Jeremy Corbyn has a pleasant informal manner which initially attracted many voters. But his political ideas were acquired in the 1960s and little changed thereafter. In common with many on the left of the Labour Party, he regarded the EU as a ‘capitalist club’ and chose to undermine the Labour Party’s campaign to oppose Brexit at the referendum. Also like many on the left, he had a perverse choice of favoured foreign causes. These included murderous Islamic terrorists, thuggish dictators like Maduro in Venezuela, and even sympathy for the Russian regime when it poisoned a defector living in England. Corbyn attempted to lead the Labour Party against almost all his members of Parliament, and thus had to rely on a narrow band of less effective supporters. Corbyn’s campaign in the 2019 general election led to the worst defeat for the Labour Party since 1935.

Jo Swinson had little impact on the election and misjudged the mood of the electorate. She became the second leader of the Liberal Democrats in a row to lose their seat in a general election.

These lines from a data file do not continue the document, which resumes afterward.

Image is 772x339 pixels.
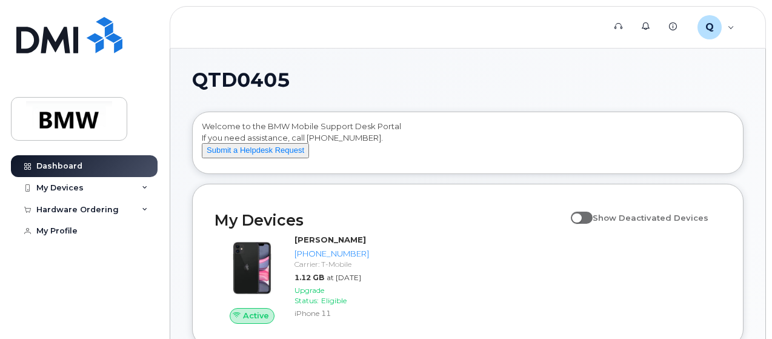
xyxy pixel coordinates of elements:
[224,240,280,296] img: iPhone_11.jpg
[571,206,581,216] input: Show Deactivated Devices
[593,213,708,222] span: Show Deactivated Devices
[327,273,361,282] span: at [DATE]
[243,310,269,321] span: Active
[321,296,347,305] span: Eligible
[295,248,369,259] div: [PHONE_NUMBER]
[215,211,565,229] h2: My Devices
[295,235,366,244] strong: [PERSON_NAME]
[202,121,734,169] div: Welcome to the BMW Mobile Support Desk Portal If you need assistance, call [PHONE_NUMBER].
[295,273,324,282] span: 1.12 GB
[215,234,374,323] a: Active[PERSON_NAME][PHONE_NUMBER]Carrier: T-Mobile1.12 GBat [DATE]Upgrade Status:EligibleiPhone 11
[202,145,309,155] a: Submit a Helpdesk Request
[295,285,324,305] span: Upgrade Status:
[295,259,369,269] div: Carrier: T-Mobile
[202,143,309,158] button: Submit a Helpdesk Request
[192,71,290,89] span: QTD0405
[295,308,369,318] div: iPhone 11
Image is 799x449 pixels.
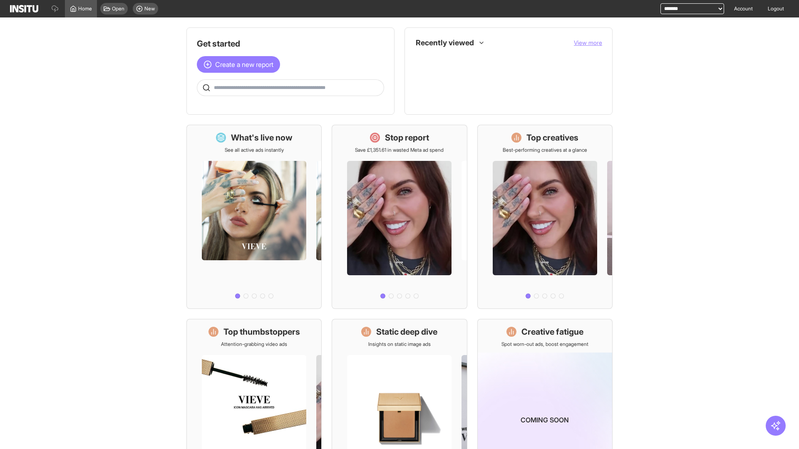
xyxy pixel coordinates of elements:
p: See all active ads instantly [225,147,284,154]
p: Attention-grabbing video ads [221,341,287,348]
span: Create a new report [215,59,273,69]
h1: Top thumbstoppers [223,326,300,338]
a: Top creativesBest-performing creatives at a glance [477,125,612,309]
p: Save £1,351.61 in wasted Meta ad spend [355,147,443,154]
span: New [144,5,155,12]
h1: Stop report [385,132,429,144]
button: Create a new report [197,56,280,73]
h1: What's live now [231,132,292,144]
span: Open [112,5,124,12]
a: What's live nowSee all active ads instantly [186,125,322,309]
p: Insights on static image ads [368,341,431,348]
span: View more [574,39,602,46]
a: Stop reportSave £1,351.61 in wasted Meta ad spend [332,125,467,309]
button: View more [574,39,602,47]
h1: Static deep dive [376,326,437,338]
img: Logo [10,5,38,12]
p: Best-performing creatives at a glance [503,147,587,154]
span: Home [78,5,92,12]
h1: Get started [197,38,384,50]
h1: Top creatives [526,132,578,144]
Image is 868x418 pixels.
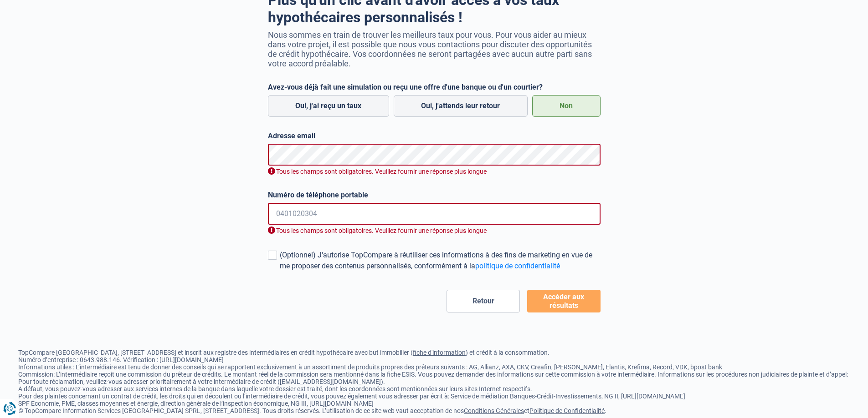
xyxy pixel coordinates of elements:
[527,290,600,313] button: Accéder aux résultats
[464,408,524,415] a: Conditions Générales
[268,131,600,140] label: Adresse email
[394,95,528,117] label: Oui, j'attends leur retour
[475,262,560,271] a: politique de confidentialité
[268,203,600,225] input: 0401020304
[268,30,600,68] p: Nous sommes en train de trouver les meilleurs taux pour vous. Pour vous aider au mieux dans votre...
[268,227,600,236] div: Tous les champs sont obligatoires. Veuillez fournir une réponse plus longue
[413,349,465,357] a: fiche d'information
[280,250,600,272] div: (Optionnel) J'autorise TopCompare à réutiliser ces informations à des fins de marketing en vue de...
[268,83,600,92] label: Avez-vous déjà fait une simulation ou reçu une offre d'une banque ou d'un courtier?
[268,191,600,199] label: Numéro de téléphone portable
[529,408,605,415] a: Politique de Confidentialité
[268,95,389,117] label: Oui, j'ai reçu un taux
[532,95,600,117] label: Non
[268,167,600,176] div: Tous les champs sont obligatoires. Veuillez fournir une réponse plus longue
[446,290,520,313] button: Retour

But the most catastrophic choice by party members was Liz Truss. Prime Minister for only 49 days, she produced a budget which conformed to right-wing libertarian ideology but rapidly led to the loss of at least a quarter of private savings and the imminent bankruptcy of pension funds. Faced by the failure of her ideology, Truss did what most ideologues do: she resorted to paranoia, blaming an ever-longer list of enemies and ‘elites’. These included (to date) the ‘anti-growth coalition’, the ‘deep state’, and the ‘net zero elite’. After this debacle, Conservatives changed the rules for leadership elections such that candidates needed the nomination of at least 100 M.P.s. This resulted in only one nominee (Rishi Sunak) and froze the party members out of the selection.

This might be the start of a trend towards reducing the role of party members in selecting the leader, at least in the Conservative Party. One possibility would be to separate the job of chairman of the party from the job of being its leader in Parliament, which happens in Germany But it is unlikely that members will surrender their power without a fight, and so we must face the prospect of more ineffective leaders, chosen by a small number of activists because they are best at shouting the party’s slogans.